EDITORIAL: Any picture anytime

Confronted with photos of a private moment, Blind’s co-editor-in-chief reflects on our permanent exposure to photography.

Under a gray sky, we are all gathered around the coffin of a loved one in fellowship and in silence, while a few yards away, one family member discreetly snaps some shots. I see him, I take notice of his gesture, but I don’t pay much attention to it at the time, overcome as I am with the emotion of the moment. Besides, what will he actually do with those photos? Everyone is entitled to his or her memories.

Three days later, riding the metro on a Monday morning like any other, I mechanically take out my cell phone and log onto Facebook. These images appear at the top of my newsfeed. I see myself in the crowd, I discover the image of my own grief. It’s an image that is deeply unsettling and that brutally takes me back to the pain of that moment. Although these photographs were shared on a private page, I’ve been exposed to them without wanting to and without warning.

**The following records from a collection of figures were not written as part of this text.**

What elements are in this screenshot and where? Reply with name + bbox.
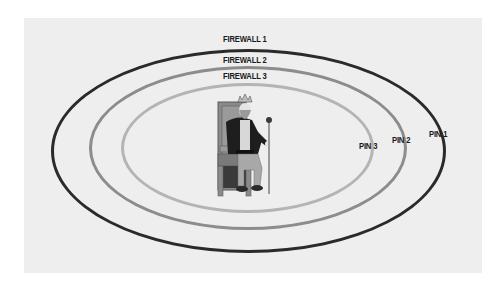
pin-2-label: PIN 2 bbox=[392, 135, 410, 145]
firewall-2-label: FIREWALL 2 bbox=[223, 55, 267, 65]
king-on-throne-icon bbox=[214, 92, 286, 204]
firewall-1-label: FIREWALL 1 bbox=[223, 34, 267, 44]
firewall-3-label: FIREWALL 3 bbox=[223, 71, 267, 81]
pin-1-label: PIN 1 bbox=[429, 129, 447, 139]
pin-3-label: PIN 3 bbox=[359, 141, 377, 151]
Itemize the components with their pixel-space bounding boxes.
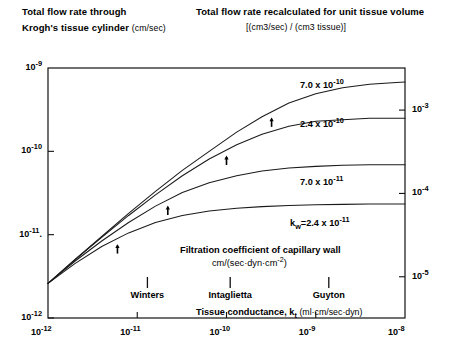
figure-root: Total flow rate through Krogh's tissue c…	[0, 0, 450, 362]
filtration-coefficient-units: cm/(sec·dyn·cm-2)	[212, 258, 287, 268]
curve-label: kw=2.4 x 10-11	[290, 218, 350, 228]
tissue-conductance-text: Tissue conductance,	[196, 307, 287, 317]
tissue-conductance-units: (ml·cm/sec·dyn)	[299, 307, 362, 317]
y-axis-left-tick-label: 10-12	[2, 312, 42, 322]
plot-frame	[48, 68, 405, 318]
curve-arrow-head	[115, 244, 119, 248]
curve-label: 7.0 x 10-11	[300, 177, 343, 187]
y-axis-right-tick-label: 10-4	[412, 187, 429, 197]
curve-arrow-markers	[115, 117, 273, 253]
tissue-conductance-symbol: kt	[289, 307, 299, 317]
x-axis-tick-label: 10-8	[388, 327, 405, 337]
curve-line	[48, 204, 405, 284]
curve-label: 2.4 x 10-10	[300, 119, 344, 129]
reference-marker-label: Intaglietta	[208, 290, 251, 300]
y-axis-left-tick-label: 10-10	[2, 145, 42, 155]
x-axis-tick-label: 10-12	[31, 327, 52, 337]
y-axis-right-tick-label: 10-3	[412, 104, 429, 114]
y-axis-right-tick-label: 10-5	[412, 271, 429, 281]
reference-marker-label: Winters	[131, 290, 165, 300]
curve-arrow-head	[166, 206, 170, 210]
filtration-coefficient-title: Filtration coefficient of capillary wall	[180, 245, 341, 255]
tissue-conductance-axis-label: Tissue conductance, kt (ml·cm/sec·dyn)	[196, 307, 362, 317]
axis-ticks-left	[48, 151, 54, 318]
curve-arrow-head	[269, 117, 273, 121]
x-axis-tick-label: 10-10	[210, 327, 231, 337]
y-axis-left-tick-label: 10-11.	[2, 229, 42, 239]
curve-label: 7.0 x 10-10	[300, 80, 344, 90]
x-axis-tick-label: 10-11	[120, 327, 140, 337]
reference-marker-label: Guyton	[313, 290, 345, 300]
curve-arrow-head	[224, 156, 228, 160]
y-axis-left-tick-label: 10-9	[2, 62, 42, 72]
reference-marker-ticks	[147, 277, 328, 288]
x-axis-tick-label: 10-9	[299, 327, 316, 337]
axis-ticks-right	[399, 110, 405, 277]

Does every single memory have a right to be portrayed in pictures? And more importantly: how to show them without offending people? Probably not by sharing them on Facebook like this. Seeing this private moment in photographic form has tainted my memory of it. This external point of view has gone against my desire to hold on to an immersive memory of that moment. I, the person so passionate about photography, would have preferred that there were no pictures of this event, or at least preferred not to see them.

This situation begs the question: are some time-spaces better for sharing photographs than others? This anecdote illustrates the fact that today, any image can appear to us at any given time. Are we always ready to be confronted with images? We, as in the new photo addicts… we, as in those who have this novel tendency to photograph everything and anything, any situation in life whatsoever, from the most beautiful to the most tragic.

Some memories are more powerful when shared with words.